(5 of 9)
Chanting "The Wall must go," some 5,000 demonstrators swarmed across the square in front of Berlin's city hall and used police loudspeakers to ask Mayor Willy Brandt what he planned to do about it. Brandt, who later blamed the outbursts on "a small minority of rowdies" and known Communist agents, warned them that they were playing into the hands of the Communists, and said that he had ordered his police to halt the demonstrations. Ignoring his advice, several mobs of more than 1,000 youths each headed for the Wall, where they cruised up and down hurling rocks at Vopos almost all night. Next evening another Soviet bus was twice waylaid by rock-hurling youths; later on, a wedge of car-borne demonstrators forced a Soviet staff car to seek temporary refuge in the U.S Army's McNair barracks.
The Escort Question. The rioting finally petered out after heavily reinforced police had put a moat of barbed wire around Checkpoint Charlie and arrested 128 troublemakers. The Soviet guard faced trouble of a different sort when its commander announced that it was going to drive to the war memorial in three armored personnel carriers, which by tacit agreement between U.S. and Soviet commandants enter each other's sector only if they do not display arms. When the Soviet guard showed up with submachine-gun-toting soldiers standing on the sides of the vehicles, General Watson insisted that they climb inside. After a 43-minute argument, the Russians agreed and were escorted to the memorial by MPs. After another three-hour sitdown in which they objected to the escort, the Russians retaliated by dispatching a "quasi-escort" to shepherd a U.S. convoy on the Helm-stedt Autobahn.
At the top level, away from the streets, U.S. and Soviet commandants went through an Alphonse and Gaston exchange calculated to observe the diplomatic niceties without meeting face to face. U.S. commandant Watson, who had earlier sent the Russians a note protesting "acts of terror" (it was ignored), sent the deputy .Soviet commandant, Colonel C.V. Tarasov, an invitation to attend a four-power meeting to discuss the disturbances (it was rejected). Tarasov then tried twice to see Watson to protest the stoning of Soviet troop buses. He was predictably rebuffed in both attempts. This merely widened the smile on his chubby face; Moscow was soon crowing that the Americans were not only unable to prevent hooliganism, but refused even to discuss their failures.
Concerned that the killings at the Wall might unleash uncontrollable violence in Berlin, Secretary of State Dean Rusk summoned Soviet Ambassador Anatoly Dobrynin to his office, urgently requested Russian authorities in Berlin to join four-power discussions aimed at reducing tensions in the troubled city.
Another Dictum. The Allies fired off stiffly worded protests to Moscow against the East German regime's "coldblooded killings." Before the Western notes could be delivered, East German policemen standing at the West Berlin border pumped 30 machine gun bullets into a fleeing 19-year-old East Berliner who was already inside the French sector. He died.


- Goal of the exercise -
Take from the data every line in which the word "addition" is found.

- Task material -

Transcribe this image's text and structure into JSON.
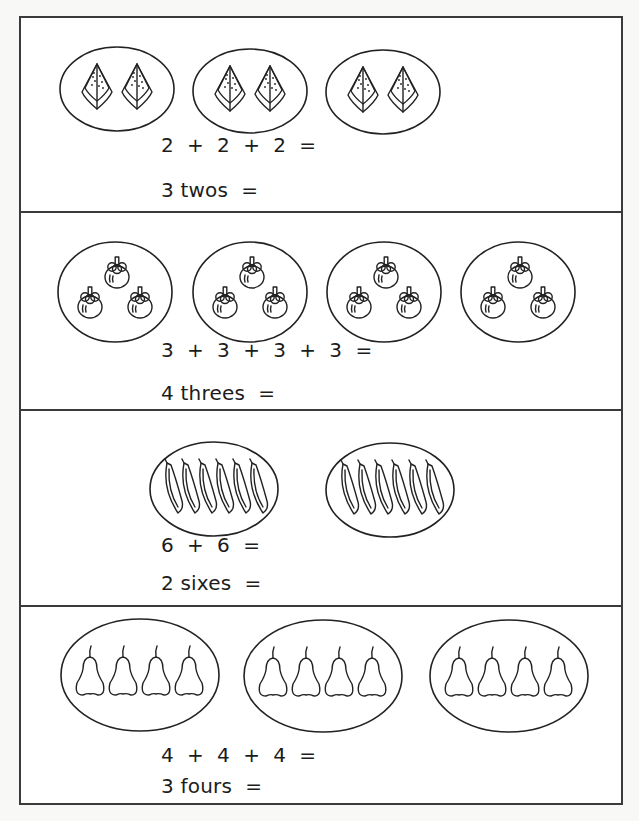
{
  "worksheet": {
    "sections": [
      {
        "fruit": "watermelon-slice",
        "groups": 3,
        "items_per_group": 2,
        "addition": "2  +  2  +  2  =",
        "multiplication": "3 twos  ="
      },
      {
        "fruit": "mangosteen",
        "groups": 4,
        "items_per_group": 3,
        "addition": "3  +  3  +  3  +  3  =",
        "multiplication": "4 threes  ="
      },
      {
        "fruit": "banana",
        "groups": 2,
        "items_per_group": 6,
        "addition": "6  +  6  =",
        "multiplication": "2 sixes  ="
      },
      {
        "fruit": "pear",
        "groups": 3,
        "items_per_group": 4,
        "addition": "4  +  4  +  4  =",
        "multiplication": "3 fours  ="
      }
    ]
  }
}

- Result of this task -
        "addition": "2  +  2  +  2  =",
        "addition": "3  +  3  +  3  +  3  =",
        "addition": "6  +  6  =",
        "addition": "4  +  4  +  4  =",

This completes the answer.